Asia Commercial Bank’s (HNX: ACB) assets will probably more than triple by 2015, making it the first non- government lender to overtake one of Vietnam’s four biggest lenders, Chief Executive Ly Xuan Hai said.
Assets of Asia Commercial Bank, the nation’s fifth-biggest bank, are expected to climb to 900 trillion dong ($43 billion) by 2015 from about 255 trillion dong currently, Hai said. Joint- Stock Commercial Bank for Foreign Trade of Vietnam, known as Vietcombank, is the country’s fourth-largest lender with about 344 trillion dong of assets at the end of June.
The growth of non-state-owned banks underscores the transition of Vietnam’s economy over the past quarter-century from government controlled to market based. Since 2000, Vietnam has opened a stock exchange, concluded a trade agreement with the U.S., and joined the World Trade Organization.
“It’s a long journey,” Hai said in an interview in his Ho Chi Minh City office on Sept. 16. “From the time we were one- tenth the size of state-owned banks, now, step by step, we have narrowed the distance.”
Asia Commercial - in which Standard Chartered Plc (STAN) has a 15 percent stake -has closed the gap already. Its assets were 68 percent of Vietcombank’s at the end of June, up from 43 percent at the end of 2007.
Competition from “more aggressive and flexible” private lenders is taking business away from the top four state-owned banks, whose market share of loans and deposits in Vietnam has dropped to 56 percent now from 59 percent three years ago, Moody’s Investors Service said this month.
Higher confidence
“Confidence in the non-state-owned banks is much higher than before,” said Hai. “This trend will continue.”
Asia Commercial’s financial health is “more robust” than those of its Vietnamese peers, Moody’s said in a December 2010 note that put the bank’s market share of overall system assets at 6.4 percent. The bank has a “disciplined credit approval and monitoring process, progressive risk management and controls, as well as the benefits of skills transfer from its shareholder, Standard Chartered,” Moody’s said.
The “sensitivity” of depositor confidence in the Vietnamese banking system creates liquidity management challenges and is an industry weakness, Moody’s said in a separate report this month. Market confidence may also be undermined by asset quality problems and funding pressures at some of the nation’s smaller banks, Moody’s said.
“A few banks are in a very difficult situation,” said Hai, without naming any. He said he doesn’t foresee any bank failures, in part due to the lack of a “clear mechanism” for a definition of an industry bankruptcy.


- _Directions for this task_: Check every line below for the string "bounding", and copy the lines that contain it.

- _Records provided_:
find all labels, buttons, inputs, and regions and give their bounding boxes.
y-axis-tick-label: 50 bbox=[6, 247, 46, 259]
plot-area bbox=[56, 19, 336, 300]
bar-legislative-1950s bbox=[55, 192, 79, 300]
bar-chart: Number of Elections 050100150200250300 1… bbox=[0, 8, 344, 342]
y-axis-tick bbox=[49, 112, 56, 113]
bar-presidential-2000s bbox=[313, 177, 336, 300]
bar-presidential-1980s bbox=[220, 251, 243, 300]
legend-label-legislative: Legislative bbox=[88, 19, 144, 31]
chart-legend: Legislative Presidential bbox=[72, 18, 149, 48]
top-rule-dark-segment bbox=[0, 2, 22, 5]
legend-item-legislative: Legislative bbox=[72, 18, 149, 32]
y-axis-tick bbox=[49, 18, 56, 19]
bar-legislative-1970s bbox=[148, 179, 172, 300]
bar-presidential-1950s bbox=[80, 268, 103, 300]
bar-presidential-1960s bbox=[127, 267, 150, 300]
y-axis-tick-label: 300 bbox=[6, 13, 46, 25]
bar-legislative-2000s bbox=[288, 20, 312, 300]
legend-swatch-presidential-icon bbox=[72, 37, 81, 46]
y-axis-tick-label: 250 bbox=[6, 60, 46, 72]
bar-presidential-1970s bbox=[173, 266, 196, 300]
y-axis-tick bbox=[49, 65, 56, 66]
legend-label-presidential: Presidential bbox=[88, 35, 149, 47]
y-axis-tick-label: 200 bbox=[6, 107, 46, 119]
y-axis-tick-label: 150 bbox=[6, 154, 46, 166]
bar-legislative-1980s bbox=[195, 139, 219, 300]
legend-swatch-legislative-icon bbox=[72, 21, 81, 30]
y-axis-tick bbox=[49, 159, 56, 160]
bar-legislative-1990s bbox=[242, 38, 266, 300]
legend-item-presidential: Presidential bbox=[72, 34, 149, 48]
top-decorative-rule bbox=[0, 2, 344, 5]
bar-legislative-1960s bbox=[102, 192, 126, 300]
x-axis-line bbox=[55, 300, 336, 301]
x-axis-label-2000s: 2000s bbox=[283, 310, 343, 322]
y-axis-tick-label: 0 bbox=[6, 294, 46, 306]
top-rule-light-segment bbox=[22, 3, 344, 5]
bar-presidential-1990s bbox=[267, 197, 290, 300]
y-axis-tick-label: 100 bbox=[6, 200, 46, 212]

* * *

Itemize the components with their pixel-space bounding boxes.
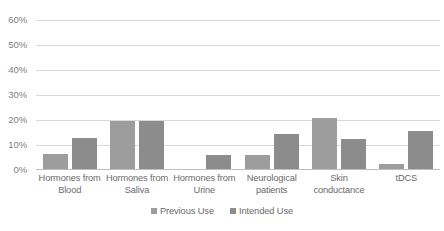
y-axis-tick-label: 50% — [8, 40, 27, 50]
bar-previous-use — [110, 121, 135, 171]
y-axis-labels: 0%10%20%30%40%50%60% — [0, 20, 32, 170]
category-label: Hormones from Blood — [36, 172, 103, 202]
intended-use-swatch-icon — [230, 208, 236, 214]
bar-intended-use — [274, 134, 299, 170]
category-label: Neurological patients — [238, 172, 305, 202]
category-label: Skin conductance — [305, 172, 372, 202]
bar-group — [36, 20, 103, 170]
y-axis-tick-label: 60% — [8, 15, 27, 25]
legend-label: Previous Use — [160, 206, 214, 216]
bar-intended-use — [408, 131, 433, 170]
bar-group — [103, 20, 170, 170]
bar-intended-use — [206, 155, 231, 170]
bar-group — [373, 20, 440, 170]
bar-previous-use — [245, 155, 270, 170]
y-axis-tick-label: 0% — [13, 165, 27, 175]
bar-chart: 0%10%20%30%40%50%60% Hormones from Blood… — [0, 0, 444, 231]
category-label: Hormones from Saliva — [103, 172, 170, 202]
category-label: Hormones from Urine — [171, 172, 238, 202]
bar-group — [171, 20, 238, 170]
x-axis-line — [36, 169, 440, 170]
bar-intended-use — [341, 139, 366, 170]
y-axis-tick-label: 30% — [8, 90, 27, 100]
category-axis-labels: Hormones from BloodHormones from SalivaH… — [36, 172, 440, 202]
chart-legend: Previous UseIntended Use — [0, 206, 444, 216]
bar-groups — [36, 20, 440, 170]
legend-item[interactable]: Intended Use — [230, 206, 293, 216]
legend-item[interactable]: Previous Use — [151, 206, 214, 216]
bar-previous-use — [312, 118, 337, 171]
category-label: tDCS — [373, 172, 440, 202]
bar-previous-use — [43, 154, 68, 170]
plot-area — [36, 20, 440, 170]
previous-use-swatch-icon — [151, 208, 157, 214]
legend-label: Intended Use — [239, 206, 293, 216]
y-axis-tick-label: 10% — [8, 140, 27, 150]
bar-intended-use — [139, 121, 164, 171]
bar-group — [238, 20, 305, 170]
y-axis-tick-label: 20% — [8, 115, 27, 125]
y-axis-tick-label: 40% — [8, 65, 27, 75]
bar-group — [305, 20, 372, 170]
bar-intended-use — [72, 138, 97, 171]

--

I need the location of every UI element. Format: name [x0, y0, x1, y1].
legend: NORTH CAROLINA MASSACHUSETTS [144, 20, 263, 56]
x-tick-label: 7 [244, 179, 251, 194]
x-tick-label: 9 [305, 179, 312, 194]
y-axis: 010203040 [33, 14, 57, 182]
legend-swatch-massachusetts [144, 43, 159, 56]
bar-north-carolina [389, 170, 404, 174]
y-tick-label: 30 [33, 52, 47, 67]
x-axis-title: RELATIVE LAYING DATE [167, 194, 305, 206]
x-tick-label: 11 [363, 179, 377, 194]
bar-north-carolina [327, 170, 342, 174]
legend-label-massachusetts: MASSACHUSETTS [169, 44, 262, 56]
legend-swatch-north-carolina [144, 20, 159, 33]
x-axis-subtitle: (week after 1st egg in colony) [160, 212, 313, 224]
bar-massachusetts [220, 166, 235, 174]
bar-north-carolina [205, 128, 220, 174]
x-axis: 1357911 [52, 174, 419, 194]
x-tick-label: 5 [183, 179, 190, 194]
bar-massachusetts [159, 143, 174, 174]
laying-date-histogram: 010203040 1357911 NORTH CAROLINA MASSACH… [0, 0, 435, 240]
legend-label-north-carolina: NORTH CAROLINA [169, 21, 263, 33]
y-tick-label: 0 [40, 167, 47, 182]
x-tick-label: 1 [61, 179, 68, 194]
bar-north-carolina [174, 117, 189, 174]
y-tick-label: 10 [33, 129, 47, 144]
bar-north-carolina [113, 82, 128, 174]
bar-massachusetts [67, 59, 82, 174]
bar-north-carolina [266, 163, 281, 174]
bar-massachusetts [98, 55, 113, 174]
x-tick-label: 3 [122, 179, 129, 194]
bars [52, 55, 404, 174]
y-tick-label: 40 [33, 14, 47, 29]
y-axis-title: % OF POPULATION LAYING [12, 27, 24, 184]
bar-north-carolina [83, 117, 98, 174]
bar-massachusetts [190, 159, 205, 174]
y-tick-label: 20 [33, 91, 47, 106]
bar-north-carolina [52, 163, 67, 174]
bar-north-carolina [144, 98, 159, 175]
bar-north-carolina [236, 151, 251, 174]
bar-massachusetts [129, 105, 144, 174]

- _Answer to the exercise_:
find all labels, buttons, inputs, and regions and give their bounding boxes.
Itemize the components with their pixel-space bounding boxes.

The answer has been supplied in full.